From “Soul Food” to “Clueless,” there have been successful film-to-TV adaptations, but none have higher stakes than “Blindspotting.”
Based on director Carlos López Estrada’s electrifying 2018 debut feature of the same name, which chronicled three days in life of Oakland, California, resident Collin (Daveed Diggs) and his best friend Miles (Rafael Casal), Starz’s new dramedy series shifts the lens to Ashley (Emmy winner Jasmine Cephas Jones), Miles’ girlfriend and the mother of his 6-year-old son, Sean (Atticus Woodward).
Picking up after the events in the film — in which the formerly incarcerated Collin was finishing his final days of probation even as Miles’ problems threatened to put him back in prison — Ashley returns home just as Miles is being arrested for drug possession with intent to distribute.
From there, the life the young couple had been working toward begins to unravel: Miles is sent to Oakland County prison, and Ashley and Sean are forced to move in with Miles’ mother, Rainey (Helen Hunt), and his younger sister, Trish (Jaylen Barron), a sex worker with whom Ashley has a poor relationship.
The series is about motherhood, the sacrifices Black women make and the challenges of trying to be your full self while parenting another human being.
The movie “Blindspotting” was a dynamic and necessary commentary on race, police brutality and manhood. The series, on the other hand, gives voice to the rage, pain, sadness and even joy experienced by the women whose loved ones are directly caught up in the system we saw in the movie, all through the eyes of one woman who is trying to figure it all out. Whereas the film was about manhood, the series is about motherhood, the sacrifices Black women make and the challenges of trying to be your full self while parenting another human being — and particularly a little Black boy.
While Estrada’s film starts with a bang, the TV series takes a few episodes to find its footing.
For one, although fans of the film will recognize many characters in the series (including Collin’s mother — Mama Nancy, played by Margo Hall — who often acts as Sean’s caregiver), the series is so much about Ashley that there are several new characters, the backstories for which aren’t always necessary or cohesive. The constant tension (and screaming matches) between Ashley and Trish are especially jarring, since the origin of their disdain for one another is given short shrift.
Yet, as aggravating as the ongoing feud between Ashley and Trish is to viewers, their frustrations with life feel very real. Ashley has become a single parent overnight, but that doesn’t stop the micro- and macroaggressions she endures as a concierge at an expensive hotel. Meanwhile, Trish is striving for complete autonomy over her career and body, but, just when she thinks she has a grasp on it, it’s snatched out from under her.

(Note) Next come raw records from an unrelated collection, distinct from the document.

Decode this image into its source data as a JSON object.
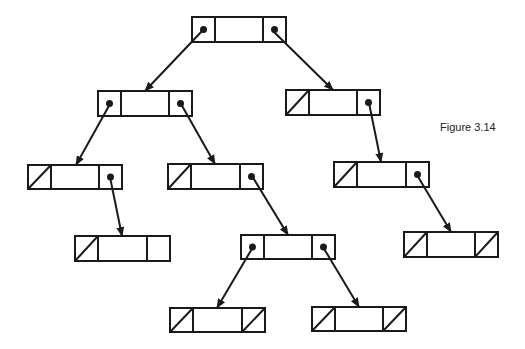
{
  "figure": {
    "caption": "Figure 3.14",
    "caption_pos": {
      "x": 440,
      "y": 121
    },
    "stroke_color": "#1a1a1a",
    "background": "#ffffff"
  },
  "nodes": [
    {
      "id": "root",
      "x": 192,
      "y": 17,
      "w": 94,
      "h": 25,
      "left": "ptr",
      "right": "ptr"
    },
    {
      "id": "L",
      "x": 98,
      "y": 91,
      "w": 94,
      "h": 25,
      "left": "ptr",
      "right": "ptr"
    },
    {
      "id": "R",
      "x": 286,
      "y": 90,
      "w": 94,
      "h": 25,
      "left": "null",
      "right": "ptr"
    },
    {
      "id": "LL",
      "x": 28,
      "y": 165,
      "w": 94,
      "h": 24,
      "left": "null",
      "right": "ptr"
    },
    {
      "id": "LR",
      "x": 168,
      "y": 164,
      "w": 95,
      "h": 25,
      "left": "null",
      "right": "ptr"
    },
    {
      "id": "RR",
      "x": 334,
      "y": 162,
      "w": 95,
      "h": 25,
      "left": "null",
      "right": "ptr"
    },
    {
      "id": "LLR",
      "x": 75,
      "y": 236,
      "w": 95,
      "h": 25,
      "left": "null",
      "right": "empty"
    },
    {
      "id": "LRR",
      "x": 241,
      "y": 235,
      "w": 94,
      "h": 24,
      "left": "ptr",
      "right": "ptr"
    },
    {
      "id": "RRR",
      "x": 404,
      "y": 232,
      "w": 94,
      "h": 25,
      "left": "null",
      "right": "null"
    },
    {
      "id": "LRRL",
      "x": 170,
      "y": 308,
      "w": 95,
      "h": 24,
      "left": "null",
      "right": "null"
    },
    {
      "id": "LRRR",
      "x": 312,
      "y": 307,
      "w": 94,
      "h": 24,
      "left": "null",
      "right": "null"
    }
  ],
  "edges": [
    {
      "from": "root",
      "side": "left",
      "to": "L",
      "x1": 203,
      "y1": 30,
      "x2": 145,
      "y2": 91
    },
    {
      "from": "root",
      "side": "right",
      "to": "R",
      "x1": 273,
      "y1": 31,
      "x2": 333,
      "y2": 90
    },
    {
      "from": "L",
      "side": "left",
      "to": "LL",
      "x1": 110,
      "y1": 104,
      "x2": 76,
      "y2": 165
    },
    {
      "from": "L",
      "side": "right",
      "to": "LR",
      "x1": 181,
      "y1": 104,
      "x2": 215,
      "y2": 164
    },
    {
      "from": "R",
      "side": "right",
      "to": "RR",
      "x1": 369,
      "y1": 103,
      "x2": 381,
      "y2": 162
    },
    {
      "from": "LL",
      "side": "right",
      "to": "LLR",
      "x1": 110,
      "y1": 177,
      "x2": 122,
      "y2": 236
    },
    {
      "from": "LR",
      "side": "right",
      "to": "LRR",
      "x1": 252,
      "y1": 176,
      "x2": 288,
      "y2": 235
    },
    {
      "from": "RR",
      "side": "right",
      "to": "RRR",
      "x1": 417,
      "y1": 175,
      "x2": 451,
      "y2": 232
    },
    {
      "from": "LRR",
      "side": "left",
      "to": "LRRL",
      "x1": 253,
      "y1": 247,
      "x2": 217,
      "y2": 308
    },
    {
      "from": "LRR",
      "side": "right",
      "to": "LRRR",
      "x1": 323,
      "y1": 247,
      "x2": 359,
      "y2": 307
    }
  ]
}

Though they can’t see it because they are so busy railing against one another, Trish and Ashley are both in search of the same thing that women — white and, in particular, Black — are rarely offered in society: control over their own lives. Since neither woman has another outlet to express their frustrations, they seemingly choose to target each other.
There have been successful film-to-TV adaptations, but none have higher stakes than “Blindspotting.”
Despite some standout earlier moments, “Blindspotting” finally comes together in the sixth episode — and it’s magnetic. That episode, titled “The Secret’s Out” and written by “Jinn” director Nijla Mu’min, focuses on Ashley’s decision to finally explain to Sean that his father is in jail. However, instead of completely centering the storyline on the conversation between the mother and son, it becomes a complex and layered episode about colorism, Blackness, loyalty, loss and parenthood — one that opens with Mama Nancy trying to get Sean to watch a “Black movie” instead of his beloved “Paddington 2.”
One of the most brilliantly written episodes of television in recent years ends in Sean’s bedroom as Ashley reads him Melissa Higgins’ children’s book “The Night Dad Went to Jail.”
While “Blindspotting” is initially disorienting as viewers try to find their way through a world they thought they knew through Collin’s and Miles’ eyes, but now have to walk through with Ashley’s, the writing and acting are always impactful. The choices to break the fourth wall by having Ashley voice her internal monologue to the audience, to imagine conversations with Miles and to incorporate dance sequences — though stylistically different than the way the movie used music to do the same — are interesting, though not always seamless.
Still, the decision to turn the narrative over to Ashley not only expands the world of “Blindspotting” but also offers a Black woman a powerful voice, no matter how imperfect or misunderstood it may be.